In any case, he said, the effect of any cutbacks “on the community and the staff would be minimal.”

Staff will prepare a recommendation about programs in 30 days for the board to consider, Clarke said.

Asked if the need to track cash flow better was related to the need to consider cutting programs, the chief executive said, “they’re related because they both have to do with the budget.”

•••

On July 1, a government agency obtained something it needs for a lower price after shopping around as normal people do, instead of spending more just because it can.

The agency, the Southern Nevada Workforce Investment Board, found an office with rent less than half of what it had been paying since 2005. The board hands out millions in federal dollars to local nonprofit organizations to train people for jobs.

It had been paying more than $25,000 a month in rent for three times as much space as it needed for the past three years.

No longer.

The agency’s new digs, near West Lake Mead and North Rancho boulevards, will cost about $10,000 a month. Bottom line: During the next year, $187,000 in public funds will go to help out-of-work and underemployed people instead of into a landlord’s bank account.

John Ball, 16 months into his job as executive director, said he can guess only that the agency’s former cavernous and pricey headquarters was chosen in 2005 because the budget appeared flush at the time, having gotten increases in federal funding for four years running. The trend was reversed that same year, however, and funding didn’t go back up until this year — now more than $8 million.

The allotment to the agency is based on unemployment rates and lost jobs.

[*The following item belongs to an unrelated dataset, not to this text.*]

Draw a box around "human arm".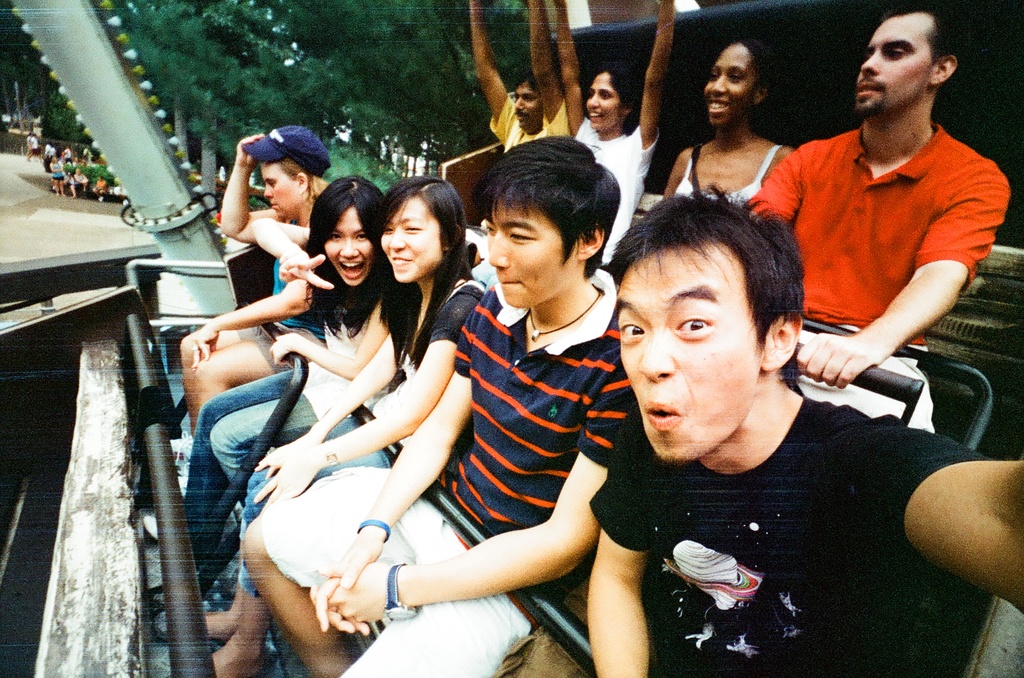
left=577, top=447, right=662, bottom=677.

So Ball says he’s keenly aware of what having more money means, and where it should go.

“The reason we have more funding is because citizens are in a sinking economy,” he said. “So everything we can do to help them should be done.”


From the Las Vegas Sun

Urban League takes a shot at Developing it's own Priorities

What a difference $46,000 doesn’t make.

Ten months ago, the Las Vegas-Clark County Urban League, a $4.5 million nonprofit organization, spent that much money on a strategic plan.

The state Health and Human Services Department told the group to develop a blueprint for positioning itself to be the Las Vegas Valley’s largest poverty-fighting organization. So it chose Gary Stokes of Mountain Consulting to do the job. The result: 10 pages with references to strategies, outcome, three-year indicators, Year One benchmarks — but few specifics.

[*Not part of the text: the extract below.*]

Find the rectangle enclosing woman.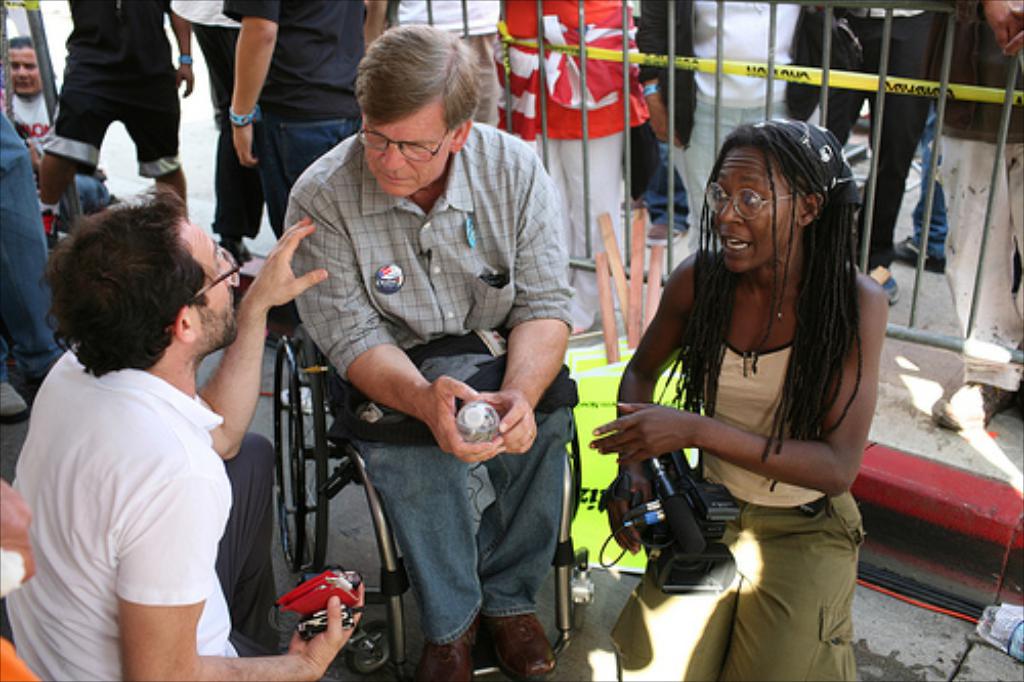
[left=590, top=125, right=887, bottom=680].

Now the organization’s board has decided to do it all over again — for free.

A report submitted by a committee of three at the board’s April 23 meeting noted that the strategic plan should have “more emphasis placed on results” and ensure benchmarks are attained.

Kathleen Paustian, spokeswoman for the local Urban League, says the two versions will form “an ongoing, living document — not one replacing the other.”

The first report, the $46,000 one, outlined part of the next two years for the Urban League in the following way: Complete a plan to address poverty in the first year and seek funding for it; present the plan to “the community” and “coordinate internal and external programs” in the second year.

There’s little to no elaboration on any of that. The report doesn’t say what the community is, doesn’t say what those programs are or how to determine whether they are coordinated.

Its benchmarks included “seventy-five percent or more of programs ... achieve program objectives.”

The first draft of the new plan refers to a series of specific programs, though it’s still not clear how the success of those programs will be measured.

There’s no “75 percent of the people in job training program X will find jobs within six months and hold those jobs for at least six months,” for example.

The three-person committee is awaiting opinions from the other 15 board members about the newest version of the plan. Time will tell whether the volunteers can do better than the company hired with public money.